People could then choose among the already existing error handlers ('strict', 'ignore', 'replace', 'xmlcharrefreplace') or register their own ones via the codecs module.
These could be passed through from listdir or getenv to str.
[Side questions:
- 'xmlcharrefreplace' is not in the 3.0 LibRef doc or doc string. Should it be or is 'xmlcharrefreplace' an addition for a later version.
- A garbage value for errors (such as 'blah') is silently ignored (so I cannot test the above). Intended or a bug?]
Someone else proposed a new option 'warn', which Guido has accepted to be the default instead of the current 'ignore'. It could not be passed through (unless str were changed or something registered). I believe the implementation of that would be to call str with 'strict' but catch errors and warn instead. Whether there should be 1 warning for each problematic bytes encountered or 1 for each listdir (or whatever) call, possibly with the number of problems, I leave to others to decide.

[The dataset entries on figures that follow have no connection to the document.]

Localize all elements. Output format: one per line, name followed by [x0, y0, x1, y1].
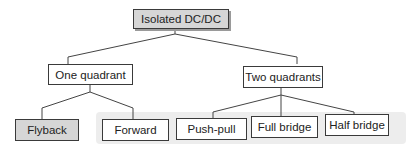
root-node-isolated-dcdc: Isolated DC/DC: [133, 9, 229, 29]
node-two-quadrants: Two quadrants: [243, 66, 323, 88]
leaf-push-pull: Push-pull: [176, 118, 247, 140]
node-label: One quadrant: [55, 69, 125, 81]
node-label: Two quadrants: [245, 71, 320, 83]
leaf-label: Full bridge: [258, 121, 312, 133]
leaf-label: Half bridge: [329, 119, 385, 131]
leaf-forward: Forward: [102, 119, 169, 141]
node-one-quadrant: One quadrant: [48, 64, 133, 85]
leaf-flyback: Flyback: [15, 119, 79, 141]
root-node-label: Isolated DC/DC: [141, 13, 221, 25]
leaf-half-bridge: Half bridge: [325, 114, 389, 136]
leaf-label: Forward: [114, 124, 156, 136]
leaf-full-bridge: Full bridge: [251, 116, 318, 138]
leaf-label: Flyback: [27, 124, 67, 136]
leaf-label: Push-pull: [188, 123, 236, 135]
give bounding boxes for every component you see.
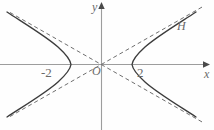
y-axis-arrowhead [98,2,104,9]
curve-name-label: H [177,20,186,32]
origin-label: O [92,65,101,77]
vertex-right-label: 2 [137,66,144,79]
vertex-left-label: -2 [41,66,52,79]
hyperbola-figure: y x O -2 2 H [0,0,214,130]
asymptote-positive-slope [10,7,203,117]
asymptote-negative-slope [10,13,203,123]
x-axis-label: x [204,68,209,80]
y-axis-label: y [92,1,97,13]
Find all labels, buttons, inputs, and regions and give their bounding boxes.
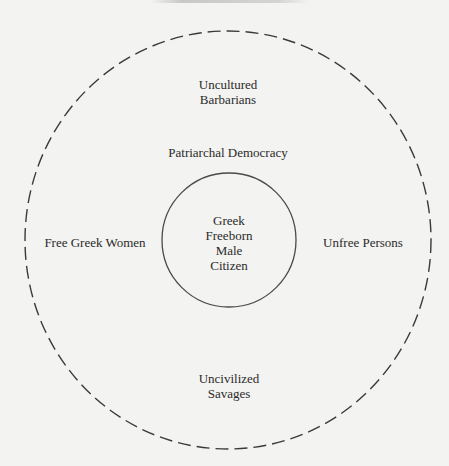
label-patriarchal-democracy: Patriarchal Democracy (168, 145, 287, 160)
label-uncultured-barbarians: Uncultured Barbarians (199, 77, 257, 107)
label-line: Savages (199, 386, 260, 401)
label-line: Male (206, 243, 253, 258)
label-line: Citizen (206, 258, 253, 273)
label-line: Freeborn (206, 228, 253, 243)
label-greek-freeborn-male-citizen: Greek Freeborn Male Citizen (206, 213, 253, 273)
label-free-greek-women: Free Greek Women (44, 235, 145, 250)
label-line: Unfree Persons (323, 235, 403, 250)
label-line: Free Greek Women (44, 235, 145, 250)
label-line: Patriarchal Democracy (168, 145, 287, 160)
label-line: Barbarians (199, 92, 257, 107)
label-uncivilized-savages: Uncivilized Savages (199, 371, 260, 401)
label-line: Uncultured (199, 77, 257, 92)
label-unfree-persons: Unfree Persons (323, 235, 403, 250)
label-line: Uncivilized (199, 371, 260, 386)
label-line: Greek (206, 213, 253, 228)
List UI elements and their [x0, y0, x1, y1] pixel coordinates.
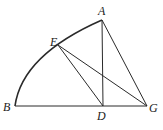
segment-AG [102, 20, 147, 106]
segment-ED [58, 45, 103, 106]
label-G: G [149, 101, 158, 115]
geometry-diagram: A E B D G [0, 0, 163, 130]
label-D: D [96, 109, 106, 123]
segment-AD [102, 20, 103, 106]
arc-BA [15, 20, 102, 106]
label-E: E [49, 35, 58, 49]
label-B: B [3, 100, 11, 114]
label-A: A [97, 4, 106, 18]
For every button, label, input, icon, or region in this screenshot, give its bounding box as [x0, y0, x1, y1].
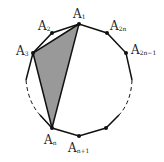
label-A2: A2 [38, 20, 51, 32]
label-A1: A1 [73, 8, 86, 20]
dashed-arc-left [26, 80, 40, 115]
label-A3: A3 [16, 45, 29, 57]
label-A2n-1: A2n−1 [131, 44, 156, 56]
dashed-arc-right [119, 80, 132, 115]
shaded-triangle [33, 24, 79, 128]
label-An: An [44, 134, 57, 146]
polygon-diagram [0, 0, 164, 162]
label-A2n: A2n [110, 20, 126, 32]
label-An+1: An+1 [68, 142, 89, 154]
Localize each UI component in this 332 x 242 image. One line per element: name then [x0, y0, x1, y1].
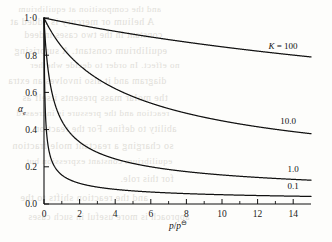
x-axis-title: p/p⊖ — [168, 219, 187, 231]
x-axis-tick-labels: 02468101214 — [42, 209, 299, 219]
y-tick-label: 0.8 — [25, 51, 37, 61]
x-tick-label: 10 — [217, 209, 227, 219]
y-tick-label: 0.2 — [25, 162, 37, 172]
y-tick-label: 0.4 — [25, 125, 37, 135]
y-tick-label: 0.6 — [25, 88, 37, 98]
y-tick-label: 0.0 — [25, 199, 37, 209]
x-tick-label: 14 — [288, 209, 298, 219]
curve-k-10 — [44, 18, 311, 134]
x-tick-label: 8 — [184, 209, 189, 219]
y-tick-label: 1·0 — [24, 13, 37, 23]
curve-label-k100: K = 100 — [267, 41, 298, 51]
x-tick-label: 0 — [42, 209, 47, 219]
curve-label-k1: 1.0 — [287, 164, 299, 174]
curve-k-100 — [44, 18, 311, 57]
curve-label-k10: 10.0 — [280, 116, 296, 126]
x-tick-label: 4 — [113, 209, 118, 219]
x-tick-label: 2 — [77, 209, 82, 219]
x-tick-label: 6 — [148, 209, 153, 219]
figure-container: and the composition at equilibriumA heli… — [0, 0, 332, 242]
y-axis-tick-labels: 1·00.80.60.40.20.0 — [24, 13, 37, 209]
curve-label-k01: 0.1 — [287, 181, 298, 191]
x-tick-label: 12 — [253, 209, 263, 219]
chart-svg: 02468101214 1·00.80.60.40.20.0 αe p/p⊖ K… — [0, 0, 332, 242]
y-axis-title: αe — [18, 104, 26, 116]
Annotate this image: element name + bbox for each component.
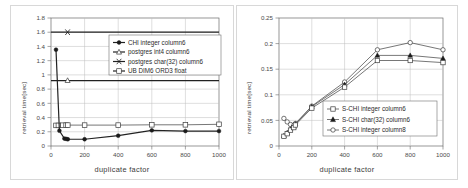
marker-open-square	[310, 106, 314, 110]
y-tick-label: 0.25	[261, 14, 274, 21]
marker-open-circle	[282, 116, 286, 120]
marker-open-square	[82, 123, 87, 128]
marker-filled-diamond	[150, 128, 154, 132]
chart-right-svg: 0 0.05 0.1 0.15 0.2 0.25 0 200 400 600 8…	[237, 6, 457, 179]
legend-marker-filled-diamond	[117, 41, 121, 45]
legend-left: CHI integer column6 postgres int4 column…	[109, 35, 221, 75]
legend-right: S-CHI integer column6 S-CHI char(32) col…	[323, 101, 437, 136]
figure-container: 0 0.2 0.4 0.6 0.8 1 1.2 1.4 1.6 1.8 0	[0, 0, 468, 188]
marker-open-square	[441, 60, 445, 64]
x-axis-title: duplicate factor	[11, 165, 233, 174]
marker-filled-diamond	[66, 137, 70, 141]
y-axis-left: 0 0.2 0.4 0.6 0.8 1 1.2 1.4 1.6 1.8	[36, 14, 51, 149]
x-tick-label: 600	[372, 151, 383, 158]
y-tick-label: 0.15	[261, 65, 274, 72]
marker-open-square	[56, 123, 61, 128]
legend-marker-open-square	[331, 107, 335, 111]
x-axis-right: 0 200 400 600 800 1000	[277, 146, 450, 158]
marker-open-square	[183, 123, 188, 128]
y-tick-label: 0.6	[36, 100, 45, 107]
x-tick-label: 1000	[436, 151, 450, 158]
marker-filled-diamond	[54, 48, 58, 52]
legend-label: S-CHI integer column8	[342, 126, 406, 134]
y-tick-label: 1.4	[36, 43, 45, 50]
marker-filled-diamond	[184, 129, 188, 133]
y-axis-title: retrieval time[sec]	[245, 82, 252, 134]
legend-label: UB DIM6 ORD3 float	[128, 67, 187, 74]
y-axis-title: retrieval time[sec]	[20, 82, 27, 134]
x-tick-label: 400	[113, 151, 124, 158]
marker-open-square	[116, 123, 121, 128]
legend-label: CHI integer column6	[128, 39, 186, 47]
y-tick-label: 0	[42, 142, 46, 149]
x-tick-label: 0	[277, 151, 281, 158]
y-tick-label: 0.1	[264, 91, 273, 98]
x-tick-label: 200	[307, 151, 318, 158]
chart-panel-right: 0 0.05 0.1 0.15 0.2 0.25 0 200 400 600 8…	[236, 5, 458, 180]
legend-label: postgres int4 column6	[128, 48, 190, 56]
chart-panel-left: 0 0.2 0.4 0.6 0.8 1 1.2 1.4 1.6 1.8 0	[10, 5, 234, 180]
x-tick-label: 400	[339, 151, 350, 158]
x-axis-title: duplicate factor	[237, 165, 457, 174]
y-tick-label: 0.4	[36, 114, 45, 121]
y-tick-label: 1.2	[36, 57, 45, 64]
y-axis-right: 0 0.05 0.1 0.15 0.2 0.25	[261, 14, 279, 149]
x-tick-label: 800	[405, 151, 416, 158]
marker-open-square	[217, 122, 222, 127]
marker-open-square	[342, 85, 346, 89]
x-tick-label: 1000	[212, 151, 226, 158]
y-tick-label: 1.8	[36, 14, 45, 21]
marker-filled-diamond	[116, 134, 120, 138]
x-axis-left: 0 200 400 600 800 1000	[49, 146, 226, 158]
y-tick-label: 0.2	[36, 128, 45, 135]
y-tick-label: 0	[270, 142, 274, 149]
y-tick-label: 1.6	[36, 28, 45, 35]
marker-open-square	[375, 58, 379, 62]
marker-filled-diamond	[58, 129, 62, 133]
marker-open-square	[293, 123, 297, 127]
marker-open-square	[150, 123, 155, 128]
y-tick-label: 0.8	[36, 85, 45, 92]
marker-open-square	[66, 123, 71, 128]
legend-label: postgres char(32) column6	[128, 58, 203, 66]
x-tick-label: 600	[147, 151, 158, 158]
legend-label: S-CHI char(32) column6	[342, 116, 410, 124]
chart-left-svg: 0 0.2 0.4 0.6 0.8 1 1.2 1.4 1.6 1.8 0	[11, 6, 233, 179]
marker-open-circle	[375, 48, 379, 52]
marker-filled-diamond	[83, 137, 87, 141]
marker-open-circle	[441, 48, 445, 52]
x-tick-label: 200	[79, 151, 90, 158]
legend-marker-open-circle	[331, 128, 335, 132]
y-tick-label: 0.05	[261, 117, 274, 124]
x-tick-label: 0	[49, 151, 53, 158]
legend-marker-open-square	[117, 69, 122, 74]
marker-open-circle	[408, 40, 412, 44]
y-tick-label: 0.2	[264, 40, 273, 47]
y-tick-label: 1	[42, 71, 46, 78]
x-tick-label: 800	[180, 151, 191, 158]
marker-filled-diamond	[217, 129, 221, 133]
marker-open-square	[408, 58, 412, 62]
legend-label: S-CHI integer column6	[342, 105, 406, 113]
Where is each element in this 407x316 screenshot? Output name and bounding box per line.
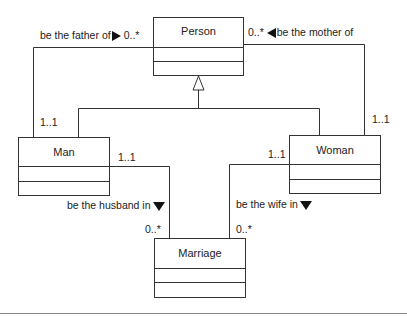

Such application specific error handlers could then also apply whatever fancy round-trip safe encoding of non-decodable bytes to Unicode escapes, private code points, etc. as seen fit by the application.
Perhaps we should also add an ''encoding'' parameter that can be set on a per directory basis (if necessary) and defaults to the global file system encoding.
That could also be passed through, but I will lets others make the argument for it.
If an application hits directory that is known to cause problems, it could then chose to receive the file names in a different, more suitable encoding. This allows implementing fallback mechanisms with a list of common encodings for a locale.